Tuesday, April 12, 2011

Does Poetry Matter Essay

Here is an essay I submitted to a contest.

Does Poetry Matter?
Scott Helmes


3 times 13.
39.
Thirty Nine.
Thirty Nine Years.

If Poetry doesn’t matter, I’ve wasted thirty nine years of my life. That’s more than a third of a century. Should I caterwaul now or wait a few years longer, say a nice round fifty? What is one life anyway, when you consider what else I could have frittered away those precious seconds on. Maybe as a vacuum salesman, or a dedicated television watcher (since it’s been around my whole life; well almost), or a stumble bum.

Such is the life of an avant garde poet, a continual outcast from contemporary poetry, literature and language in general.

As Wittgenstein put forth, there is no such thing as a private language; and therefore thus a public language; and then there will be poetry; regardless of its popularity, significance, or use. Before books there was poetry. After books, there will be poetry. Its form is not the question. Whether or not it touches the mind, the heart or the eye, it is central to the fabric of life. It is not a question of quality, or feeling, or quantity. It exists. All that exists does matter and poetry will not be extinguished, may be even after humans. It is not a matter of convincing others, or I that poetry matters, which is a waste of time.  And it is not a question of importance, for I create poetry for the purpose of only creating- a fruitless activity if there ever was one.

The central issue then should be stated as a matter of influence: does poetry influence anything? The conduct of our life, the defining moments, do we think of poetry? Obviously today, for the majority, poetry does not occupy the central stage, or even share it with similar language based activities. And that may not be a good thing. The decline of difficult culture is to be lamented, only because critical culture creates critical thinkers, and great poetry is at the core of critical thinkers. Critical thinkers are not smart computer programmers, nor are they political pundits; they exist today in the sub-margins of the landscape, They’ve escaped into the bowels of academia, much taken with their own circular formulas and logic, rarely straying from the friendly confines of being tenured. Thoughtful opinions, carefully reasoned positions, in depth commentary (outside the latest news), are buried under the noise, the bling, the sound bite, and the condensed text, such as a twitter, never to reach a significant mass. The vehicles to convey these thoughts are lost in commerce, reaching a dead end.

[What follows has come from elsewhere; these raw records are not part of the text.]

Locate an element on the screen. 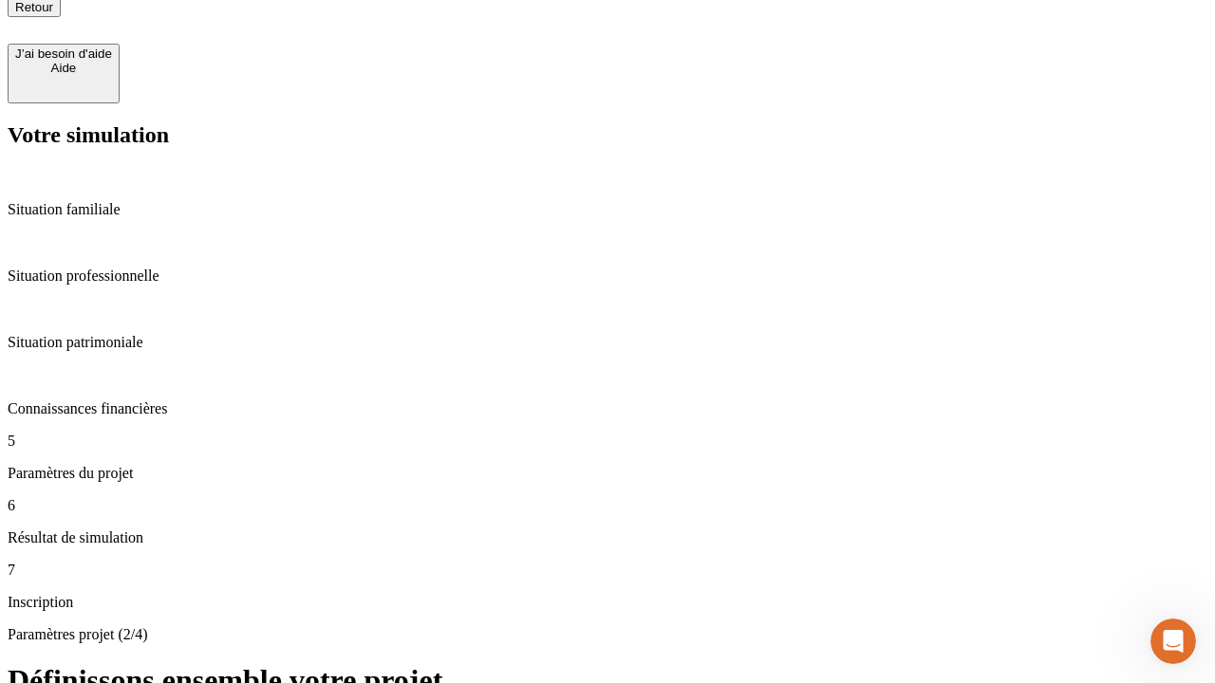  p: 7 is located at coordinates (607, 570).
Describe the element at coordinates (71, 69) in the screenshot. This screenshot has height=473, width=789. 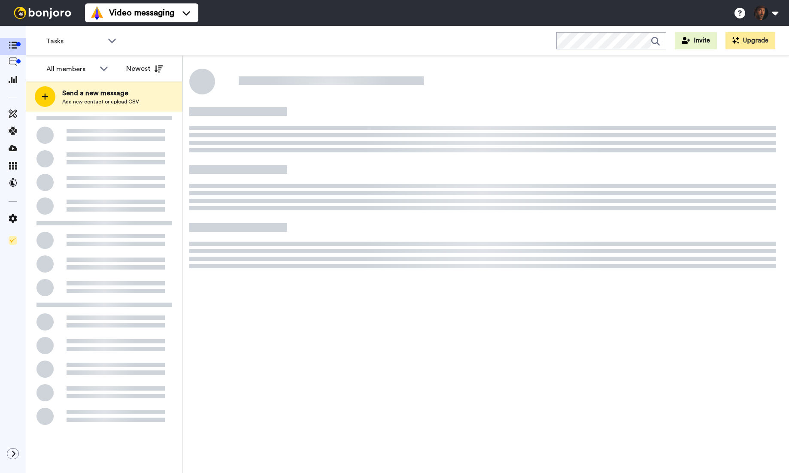
I see `div: All members` at that location.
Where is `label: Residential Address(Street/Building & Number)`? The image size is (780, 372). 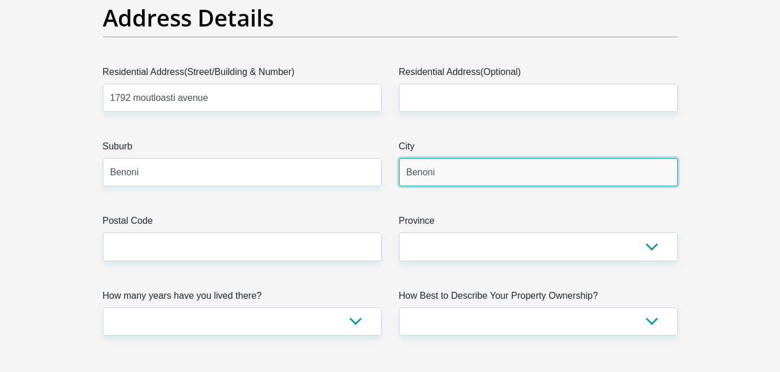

And thus, what of the future?. Poetry may be like a seed, to lie fallow, and then burst forth in evolutionary forms, unrecognizable to many. It may be a buzzing constant, always in the background, but not on center stage. It may marry and produce hybrid offspring, adapting to the march of time. It may be a phoenix.

Yet poetry continues to matter on a singular, individual level; for poetry put me in touch with peoples from around the world and still does; even from behind the censored Iron Curtain and Cuba and those who did not speak English-all this before the web. It led to readings and performances in Boston, Ottawa, Prescott AZ, Cincinnati, New York, Columbus, Miami, Albany, New Brunswick and other backwaters. I got to see and ponder the work of many others that was exciting, avant garde and strange. It matters because I was able to be in touch with people unknown in a curious manner, an intelligent dialogue, and with sympathetic strangers who became the known from the unknown. It also gave me a chance to send a lot of paper to a major university library for endless storage. And maybe someday, a desperate graduate student will spend countless hours trying to figure out what it all means; and then graduate into a poetry stifled world.  It lifted me from the fog enveloping my neurons. Striking out on new territory long ago, poetry was this glittering snow field of language, from which if language didn’t matter, than poetry didn’t matter and I didn’t either. But I couldn’t determine that at the start; and now that it is more towards the end; those remaining seconds breathe language, and thus poetry as if the previous thirty nine years count on it.

Wednesday, April 6, 2011

'Bombing Merzbau' Broadside




Broadside of 'Bombing Merzbau'
An original Scott Helmes poem letterset by Philip Gallo at Hermetic Press. The edition is 3, with each being different. Available for purchase at $25 each.